Spins: Bob Dylan • Shadow Kingdom • Appearing at Cadillac Theatre • Chicago
Bob Dylan
Shadow Kingdom
(Columbia/Legacy)
The pandemic lockdown finally brought Bob Dylan’s Never Ending Tour to a halt in 2020 after 31 years on the road. A few short months before resuming band travel in late 2021, the Bard gathered a stripped-down ensemble of trusted players for a streamed concert in July as a way to reboot. The performances are now available as a soundtrack album to Alma Har’el’s surrealist-noir film Shadow Kingdom: The Early Songs of Bob Dylan, with formats including a 2xLP vinyl set. The bulk of these songs are drawn from albums between 1965’s Bringing it All Back Home and 1974’s Planet Waves, with a weighty and anxious interpretation of “What Was it You Wanted” as an outlier from 1989’s Daniel Lanois production Oh Mercy.
Singles with mass appeal like “Subterranean Homesick Blues” or “Like a Rolling Stone” are avoided, but most any of these adventurous selections would have been considered a welcome surprise on recent tours supporting albums including Tempest, standards set Triplicate, or 2020’s Rough and Rowdy Ways. Only five Shadow Kingdom tracks were performed when Dylan and his band performed at the Auditorium Theatre on November 3, 2021. The set’s less-traveled songs, such as “Queen Jane Approximately,” are often the most captivating.
As is typical for Dylan’s live outings, the arrangements are tailored to the players with little need for connection to the durable songs’ familiar studio counterparts. “The Wicked Messenger” is recast from its John Wesley Harding version with a twist on the song’s twanging Telecaster line and Dylan’s harmonica fills.
“Forever Young,” “It’s All Over Now, Baby Blue,” and “When I Paint My Masterpiece” are arguably the best-known songs on Shadow Kingdom. The material is presented with a feel blending ageless country folk, pop, and cabaret that aligns with the film’s speakeasy setting in the dusky and fictional Bon Bon Club. The music is grounded by reedy accordion, acoustic guitar, and double bass.
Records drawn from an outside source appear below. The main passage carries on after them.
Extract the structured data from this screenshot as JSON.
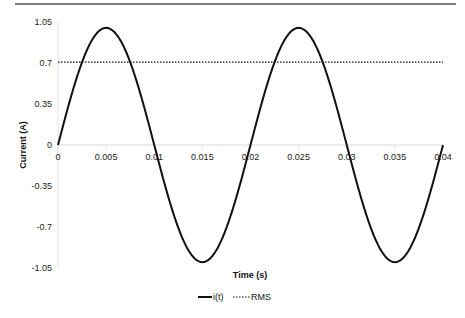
{
  "chart_data": {
    "type": "line",
    "title": "",
    "xlabel": "Time (s)",
    "ylabel": "Current (A)",
    "xlim": [
      0,
      0.04
    ],
    "ylim": [
      -1.05,
      1.05
    ],
    "x_ticks": [
      "0",
      "0.005",
      "0.01",
      "0.015",
      "0.02",
      "0.025",
      "0.03",
      "0.035",
      "0.04"
    ],
    "y_ticks": [
      "1.05",
      "0.7",
      "0.35",
      "0",
      "-0.35",
      "-0.7",
      "-1.05"
    ],
    "grid": false,
    "legend_position": "bottom",
    "series": [
      {
        "name": "i(t)",
        "style": "solid",
        "function": "sin(2*pi*50*t)",
        "amplitude": 1.0,
        "frequency_hz": 50,
        "x": [
          0,
          0.0025,
          0.005,
          0.0075,
          0.01,
          0.0125,
          0.015,
          0.0175,
          0.02,
          0.0225,
          0.025,
          0.0275,
          0.03,
          0.0325,
          0.035,
          0.0375,
          0.04
        ],
        "values": [
          0,
          0.707,
          1,
          0.707,
          0,
          -0.707,
          -1,
          -0.707,
          0,
          0.707,
          1,
          0.707,
          0,
          -0.707,
          -1,
          -0.707,
          0
        ]
      },
      {
        "name": "RMS",
        "style": "dotted",
        "x": [
          0,
          0.04
        ],
        "values": [
          0.707,
          0.707
        ]
      }
    ]
  },
  "legend": {
    "series1": "i(t)",
    "series2": "RMS"
  }
}
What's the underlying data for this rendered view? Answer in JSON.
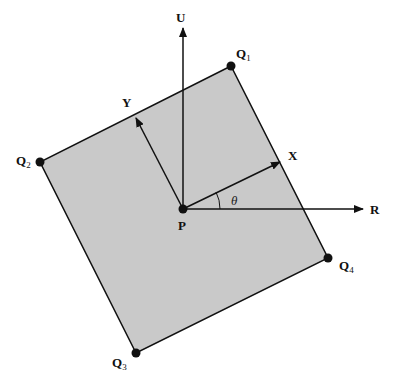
{
  "diagram": {
    "fill_color": "#c9c9c9",
    "stroke_color": "#111111",
    "labels": {
      "U": "U",
      "R": "R",
      "X": "X",
      "Y": "Y",
      "P": "P",
      "theta": "θ",
      "Q1": {
        "main": "Q",
        "sub": "1"
      },
      "Q2": {
        "main": "Q",
        "sub": "2"
      },
      "Q3": {
        "main": "Q",
        "sub": "3"
      },
      "Q4": {
        "main": "Q",
        "sub": "4"
      }
    }
  }
}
Mandolin and the aforementioned harmonica add additional colors. Understated electric guitar provides Bakersfield twang on “Most Likely You Go Your Way and I’ll Go Mine,” and “Just Like Tom Thumb’s Blues.” “Pledging My Time” intensifies the lyric’s uncertainty with a deeper and lonelier blues than heard on Blonde on Blonde.
There’s no percussionist in the lineup, but Dylan and his cohort raise a rowdy rockabilly ramble for “Watching the River Flow” and borrow from Roy Head’s soul-pop classic “Treat Her Right” during “I’ll Be Your Baby Tonight.” The players, by the way, go uncredited and are masked in the film. The ensemble has been reported to include producers Don Was and T Bone Burnett, pedal steel player Greg Leisz, and Oingo Boingo guitarist Steve Bartek and his bassist bandmate John Avila.
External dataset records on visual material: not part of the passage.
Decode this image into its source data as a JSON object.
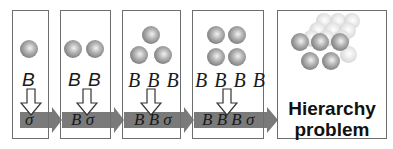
{
  "panels": [
    {
      "balls": 1,
      "label": "B",
      "band_text": "σ"
    },
    {
      "balls": 2,
      "label": "B B",
      "band_text": "B σ"
    },
    {
      "balls": 3,
      "label": "B B B",
      "band_text": "B B σ"
    },
    {
      "balls": 4,
      "label": "B B B B",
      "band_text": "B B B σ"
    },
    {
      "balls": "many",
      "title_line1": "Hierarchy",
      "title_line2": "problem"
    }
  ],
  "colors": {
    "band": "#7a7a7a",
    "border": "#6e6e6e",
    "text": "#1a1a1a"
  }
}
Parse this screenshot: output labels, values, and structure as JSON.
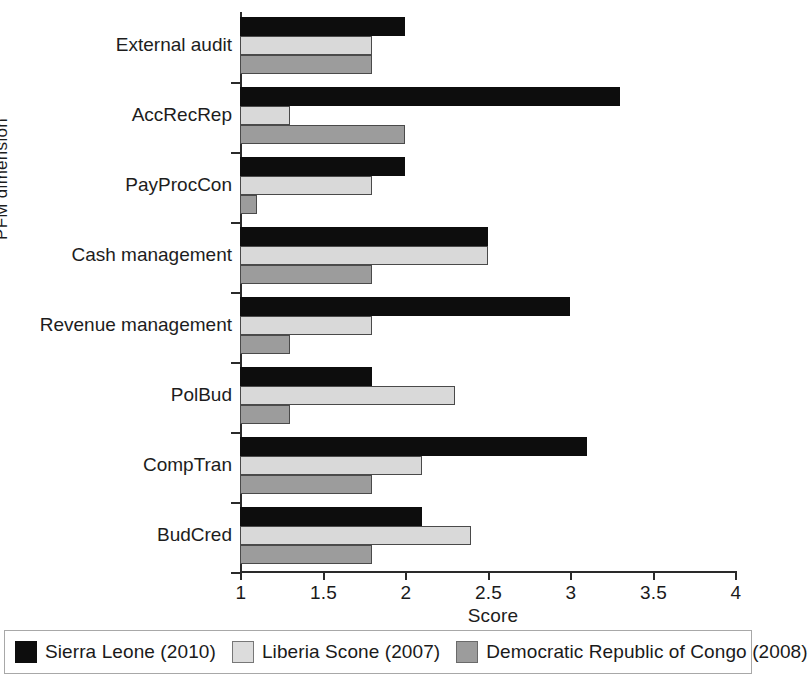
{
  "chart_data": {
    "type": "bar",
    "orientation": "horizontal",
    "title": "",
    "xlabel": "Score",
    "ylabel": "PFM dimension",
    "xlim": [
      1,
      4
    ],
    "xticks": [
      "1",
      "1.5",
      "2",
      "2.5",
      "3",
      "3.5",
      "4"
    ],
    "xtick_values": [
      1,
      1.5,
      2,
      2.5,
      3,
      3.5,
      4
    ],
    "grid": false,
    "legend_position": "bottom",
    "categories": [
      "External audit",
      "AccRecRep",
      "PayProcCon",
      "Cash management",
      "Revenue management",
      "PolBud",
      "CompTran",
      "BudCred"
    ],
    "series": [
      {
        "name": "Sierra Leone (2010)",
        "color": "#0d0d0d",
        "values": [
          2.0,
          3.3,
          2.0,
          2.5,
          3.0,
          1.8,
          3.1,
          2.1
        ]
      },
      {
        "name": "Liberia Scone (2007)",
        "color": "#d9d9d9",
        "values": [
          1.8,
          1.3,
          1.8,
          2.5,
          1.8,
          2.3,
          2.1,
          2.4
        ]
      },
      {
        "name": "Democratic Republic of Congo (2008)",
        "color": "#9c9c9c",
        "values": [
          1.8,
          2.0,
          1.1,
          1.8,
          1.3,
          1.3,
          1.8,
          1.8
        ]
      }
    ]
  },
  "legend": {
    "entries": [
      {
        "label": "Sierra Leone (2010)"
      },
      {
        "label": "Liberia Scone (2007)"
      },
      {
        "label": "Democratic Republic of Congo (2008)"
      }
    ]
  }
}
At the other end of the spectrum, the Vietnam War protest “Tombstone Blues” is altered from the rollicking Highway 61 Revisited rocker with suitably grim and bare-bones accompaniment as Dylan speak-sings his descriptions of desperate characters. One new song, a wary and evocative new instrumental called “Sierra’s Theme,” concludes the performance.
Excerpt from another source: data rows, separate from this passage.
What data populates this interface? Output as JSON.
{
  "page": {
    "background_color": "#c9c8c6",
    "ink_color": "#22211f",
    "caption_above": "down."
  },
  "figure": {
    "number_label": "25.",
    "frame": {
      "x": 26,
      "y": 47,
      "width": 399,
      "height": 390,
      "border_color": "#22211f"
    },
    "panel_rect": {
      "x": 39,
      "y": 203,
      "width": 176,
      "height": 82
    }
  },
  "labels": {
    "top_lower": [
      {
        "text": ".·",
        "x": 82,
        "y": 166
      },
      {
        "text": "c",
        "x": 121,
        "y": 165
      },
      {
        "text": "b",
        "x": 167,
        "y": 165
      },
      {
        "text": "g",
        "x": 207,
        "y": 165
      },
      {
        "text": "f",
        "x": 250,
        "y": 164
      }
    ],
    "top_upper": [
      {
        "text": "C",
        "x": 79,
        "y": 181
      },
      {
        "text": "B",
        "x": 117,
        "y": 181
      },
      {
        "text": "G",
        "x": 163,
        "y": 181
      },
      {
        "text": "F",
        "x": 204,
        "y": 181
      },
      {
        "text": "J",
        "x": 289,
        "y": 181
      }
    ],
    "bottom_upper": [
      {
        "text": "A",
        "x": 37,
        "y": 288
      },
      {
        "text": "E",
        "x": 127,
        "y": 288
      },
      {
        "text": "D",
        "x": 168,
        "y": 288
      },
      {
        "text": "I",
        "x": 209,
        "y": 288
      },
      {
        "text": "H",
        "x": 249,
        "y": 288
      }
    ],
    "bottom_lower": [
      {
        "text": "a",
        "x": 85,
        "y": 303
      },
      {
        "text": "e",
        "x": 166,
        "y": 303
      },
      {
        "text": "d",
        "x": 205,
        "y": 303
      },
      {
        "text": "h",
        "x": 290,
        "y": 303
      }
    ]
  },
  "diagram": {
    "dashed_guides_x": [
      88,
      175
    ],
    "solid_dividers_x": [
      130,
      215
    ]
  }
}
Shadow Kingdom offers the listener a front-row seat to an intimate living-room concert, zeroing into Dylan’s unmatched lyricism and timeworn voice. Naysayers be damned; Dylan’s a very fine and well-seasoned interpretive singer, as heard here. He’s likely to rock a bit harder when appearing at Cadillac Palace with his longtime road band for three nights in October, playing fresher material from Rough and Rowdy Ways. Both experiences will give credence to the acclaim Dylan has earned for the depth of his catalog and rarefied experience while speaking to generations of popular music fans.
– Jeff Elbel
9 of 10
Bob Dylan appears at the Cadillac Palace Theatre on October 6-8, 2023.